Two months earlier, the film won the Silver Lion Grand Jury prize at the Venice Film Festival.

Hind’s case sparked outrage across the world. The child was moving out of the danger zone with her uncle, aunt and cousins when their car was attacked. She miraculously survived long enough to make a frantic call to Red Crescent volunteers to get help but was eventually killed by Israeli fire.

The film, directed by Tunisian director Kaouther Ben Hania, dramatised the actual events, but featured Hind’s real voice. The entire conversation that the child had during her phone call with the volunteers of the Red Crescent Society has been included in the film.

It also features dramatised scenes inside the Red Crescent Society office, as volunteers spoke to the girl. Though the actors perfected their craft, the most impactful for the audience was the voice of the pleading child.

Her pleas echoed those of the many other Palestinian children, calling on the world to take notice of their flight. As the audience listens to her voice on the phone call, they can hear gunfire by Israeli tanks as well.

At the opening of the film, Hind’s mother said, “Since the passing of Hind, I continue to look for my daughter. She is dead but I hear her voice every day. The voice of my daughter is the voice of children of Gaza. Save the children of Gaza before its last light goes out.”

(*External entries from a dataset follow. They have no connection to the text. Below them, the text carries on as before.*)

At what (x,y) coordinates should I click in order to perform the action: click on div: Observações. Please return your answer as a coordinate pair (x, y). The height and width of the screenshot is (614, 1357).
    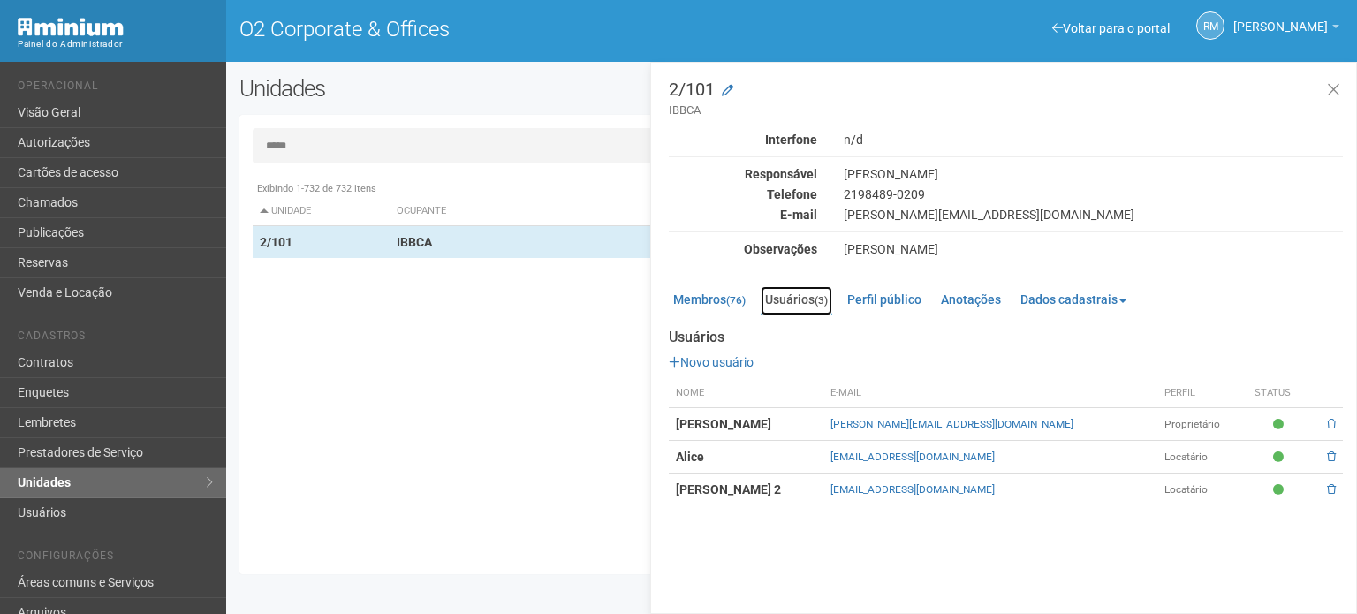
    Looking at the image, I should click on (743, 249).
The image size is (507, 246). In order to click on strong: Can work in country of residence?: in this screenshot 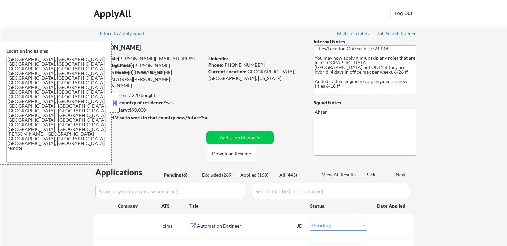, I will do `click(130, 102)`.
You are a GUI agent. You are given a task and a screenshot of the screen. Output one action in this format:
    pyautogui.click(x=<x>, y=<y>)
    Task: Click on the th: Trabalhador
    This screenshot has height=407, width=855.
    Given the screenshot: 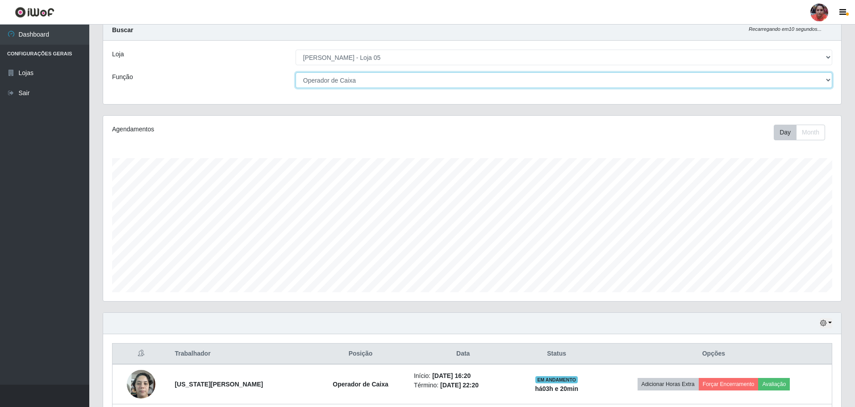 What is the action you would take?
    pyautogui.click(x=241, y=354)
    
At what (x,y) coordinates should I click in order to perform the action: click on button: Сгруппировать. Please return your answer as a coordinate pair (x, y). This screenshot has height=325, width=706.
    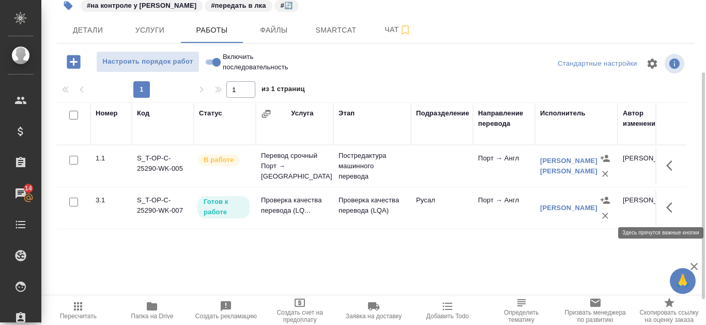
    Looking at the image, I should click on (266, 114).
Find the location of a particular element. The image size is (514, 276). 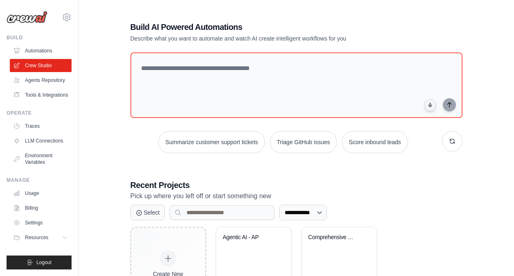

a: Settings is located at coordinates (40, 222).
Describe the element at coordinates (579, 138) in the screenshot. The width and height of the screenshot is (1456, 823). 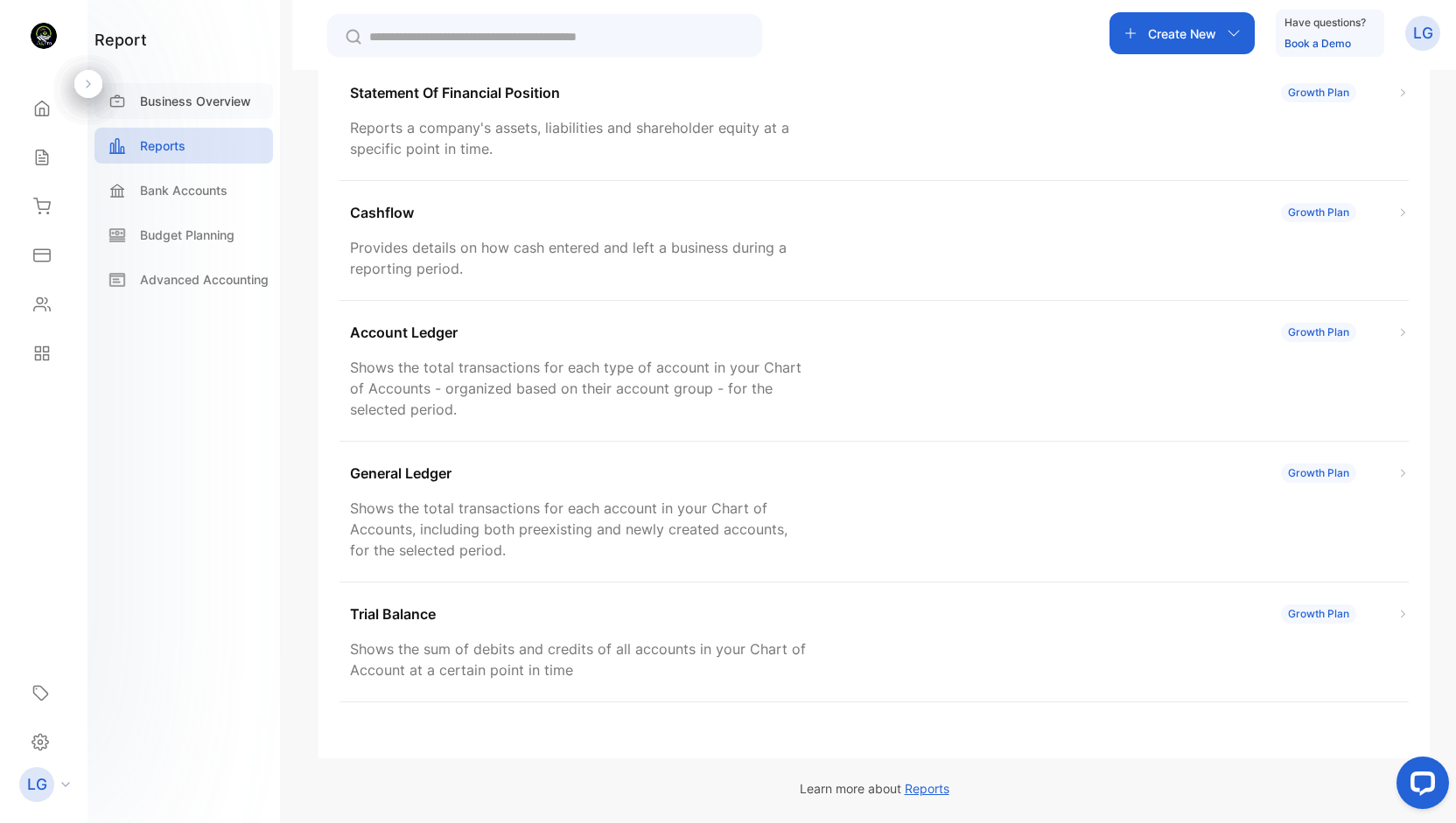
I see `p: Reports a company's assets, liabilities and shareholder equity at a specific point in time.` at that location.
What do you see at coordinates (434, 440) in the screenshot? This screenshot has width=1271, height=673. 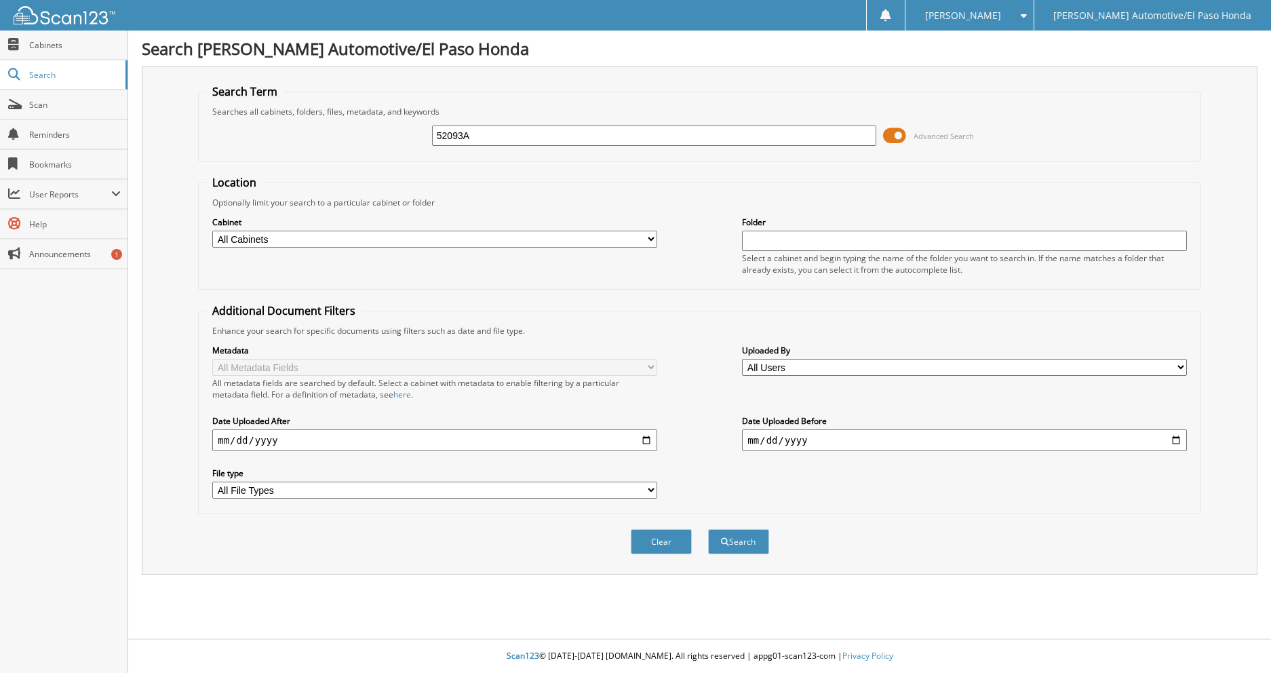 I see `input: start` at bounding box center [434, 440].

She said she had not watched the film and would not watch it because it was too overwhelming for her to bear. “I wish the children live instead of becoming martyrs,” she told the audience.

During the media talk, the director said she was preparing for another film in February 2024 when she heard about the incident. While watching the genocide of Palestinians, she started asking herself questions about the meaning of the

art of cinema. “I heard her (Hind’s) voice and it stayed with me as if she was asking me to help.”

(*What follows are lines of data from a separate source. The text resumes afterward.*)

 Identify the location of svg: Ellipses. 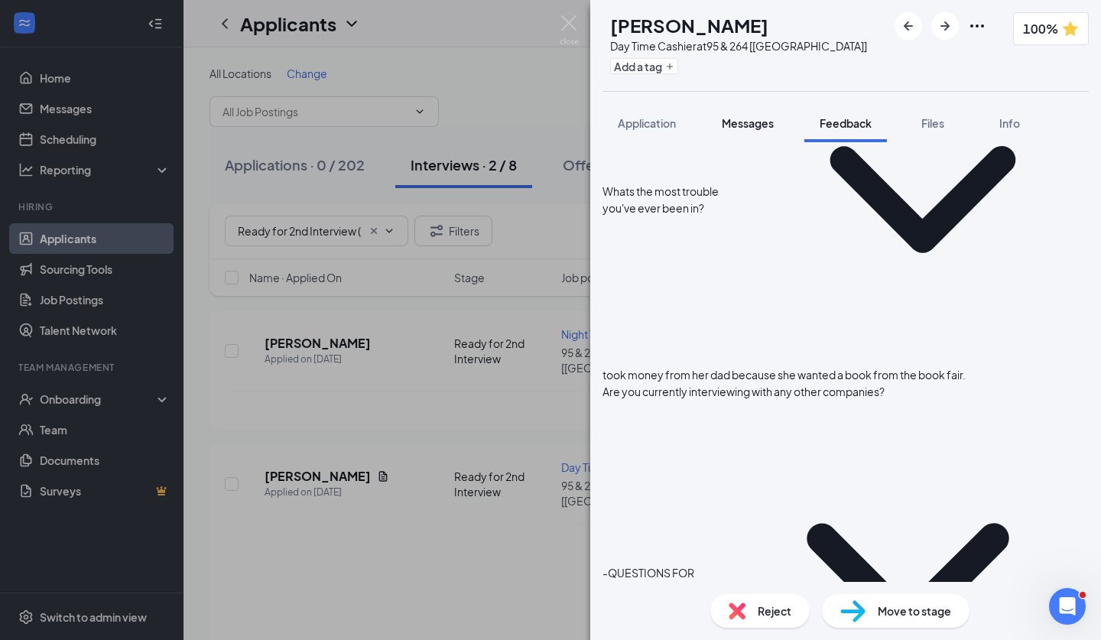
(977, 26).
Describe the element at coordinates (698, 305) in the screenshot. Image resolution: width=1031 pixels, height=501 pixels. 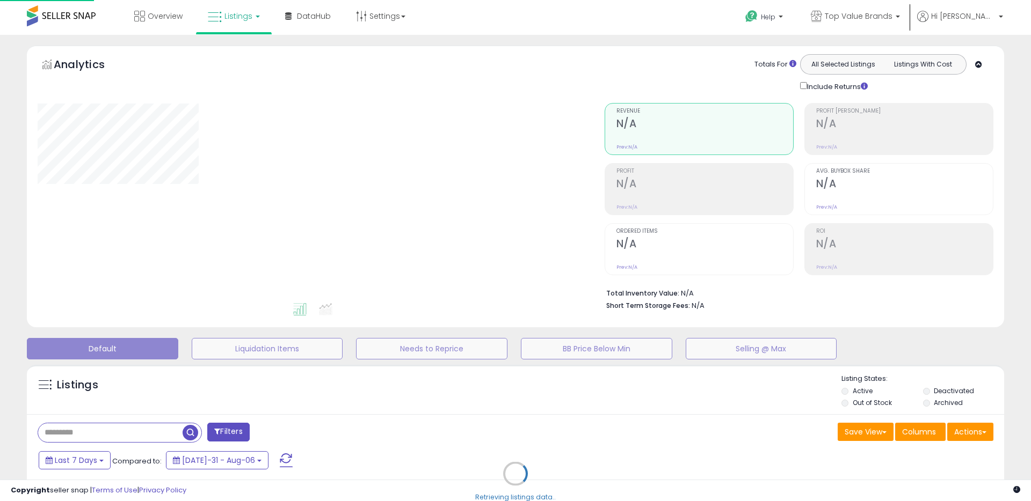
I see `span: N/A` at that location.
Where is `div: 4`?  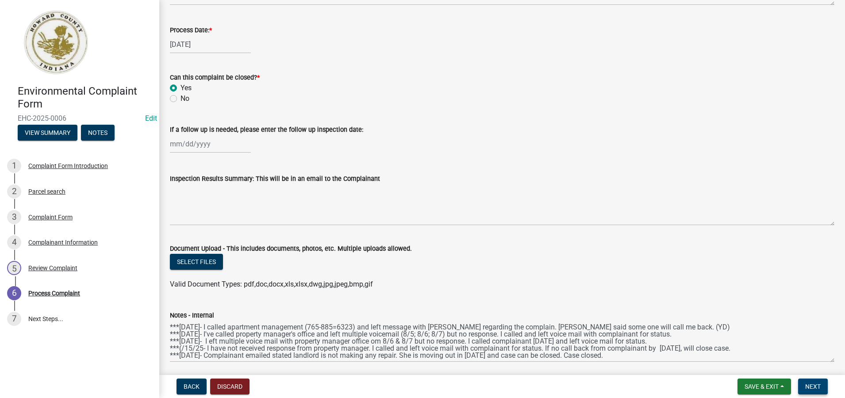
div: 4 is located at coordinates (14, 242).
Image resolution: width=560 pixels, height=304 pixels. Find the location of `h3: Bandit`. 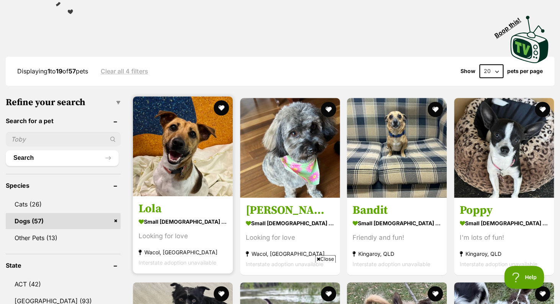

h3: Bandit is located at coordinates (396, 210).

Ben Hania contacted the Red Crescent and they let her hear the complete recording, which she later used in her movie. She said she first thought of making a documentary on it but that would not have the same impact as a feature film. Al Jazeera has already made a documentary on the case.

Speaking about her decision to use Hind’s actual voice in the film instead of an actor’s, she said, “Her voice was alive and it needed to be there. Also, I did not want to show what had happened but I wanted to make people feel. The film is not just about the explanation.”

When asked why she chose story of just one child for the film when thousands of others were dying, she replied that one needed a story to understand other stories. “Gaza was asking for help, the story of this one child leads to other stories.”